My crime: ballroom dancing lessons with an instructor who was good at getting over the feeling now and then. My attackers said I was “buying sex.”

That’s when I gave up.

correct. I gave up, accepting that a fiery eternity in hell was my final destination. While others, like my family, succeeded in reaching heaven, I failed. My strength has been drained. I could not repent my sin enough. And I couldn’t feel enough faith (or love or joy or much of anything except sadness and fatigue, thanks to PTSD).

I gave up. But I was hoping against hope that God had not abandoned me. I clung to my faith in him. I prayed often and spoke to Him as if He were a Father, a Father who despised my sinful and unrepentant inward parts.

I have been told that God hears, but He does not listen to those who are not His children. All I know is that he was deaf to my cries.

Except for one thing. All my prayers were answered, even the silly ones.

#When the family is a cult

I don’t usually cry when I write Narcissism Meets Normalcy, but I did today. Guttural sobs because I suddenly saw that! The Big Picture.

Just a few weeks ago, in a moment of pure agony, I cried out, “God hates my guts!” My boastful husband replied, “No, he doesn’t!” But, but, but… They pointed, taught, preached, and shouted that God hates proud sinners like me. Of course, he hates me too! Or is it?

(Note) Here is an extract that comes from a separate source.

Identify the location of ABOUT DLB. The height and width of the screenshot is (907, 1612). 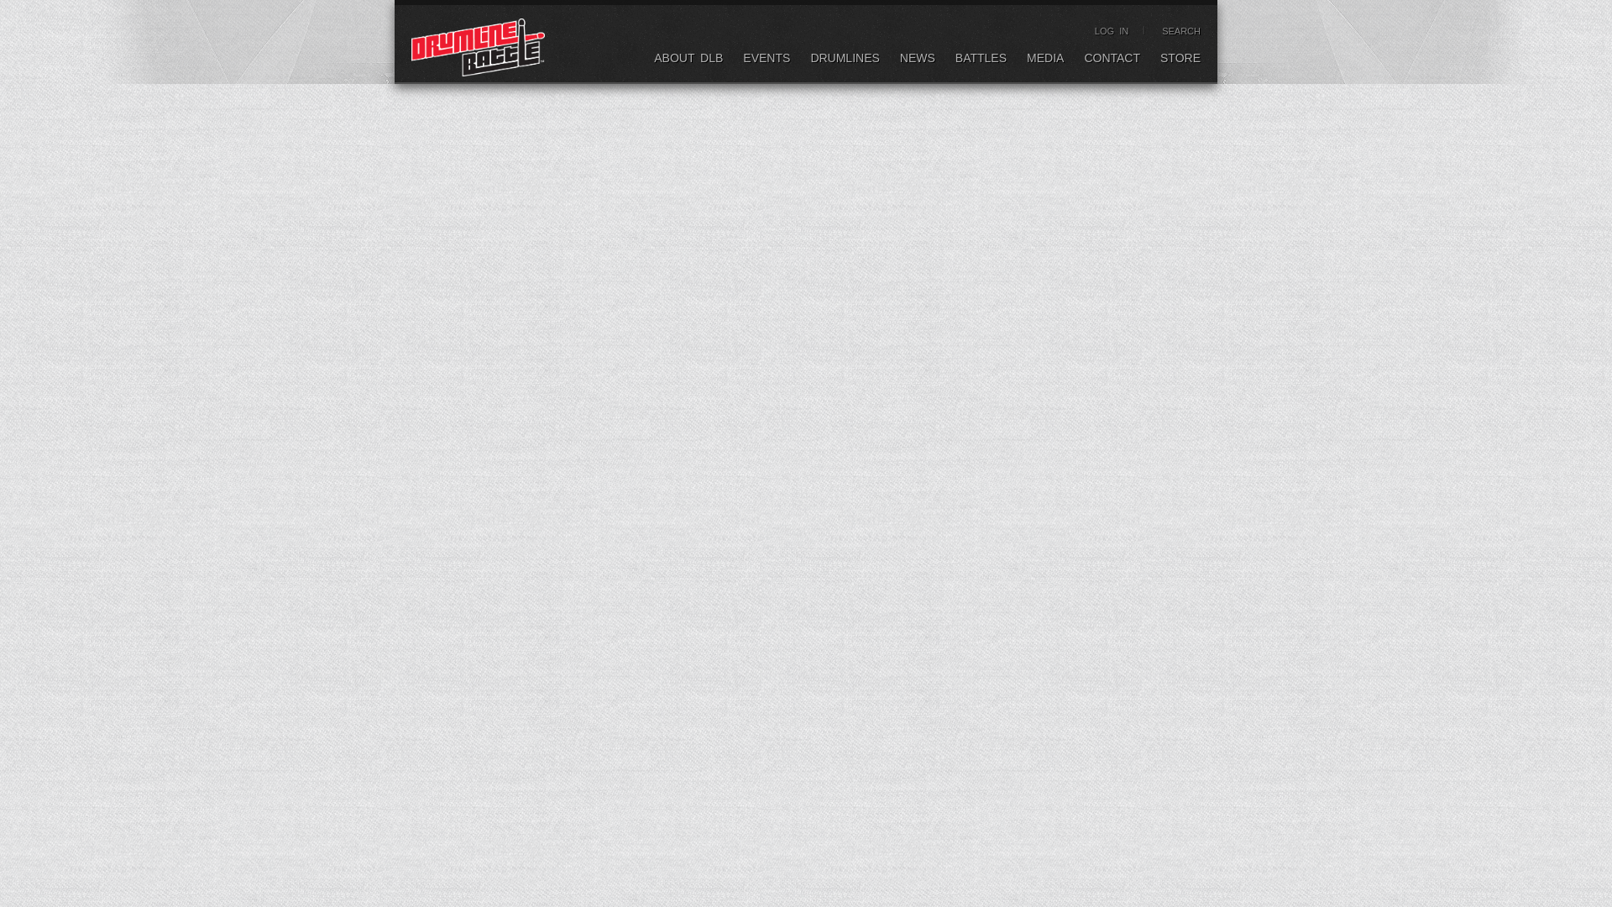
(688, 60).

The narcissist who rattles off the Bible (or any other religious book) uses it as a weapon to destroy others so he can climb on their corpses to lift themselves. Oh, what could be better? Surely the best, coolest, brightest boost to their ego is to be bound to heaven while convincing and judging others that they are bound to hell.

What could be more ego-boosting than to be the one who speaks for God, who wears His mantle and exercises His judgment? A nice side benefit to religious narcissism is that you can get these persecuted sinners to do anything and everything for you by citing “the will of God” and being “servant-hearted.”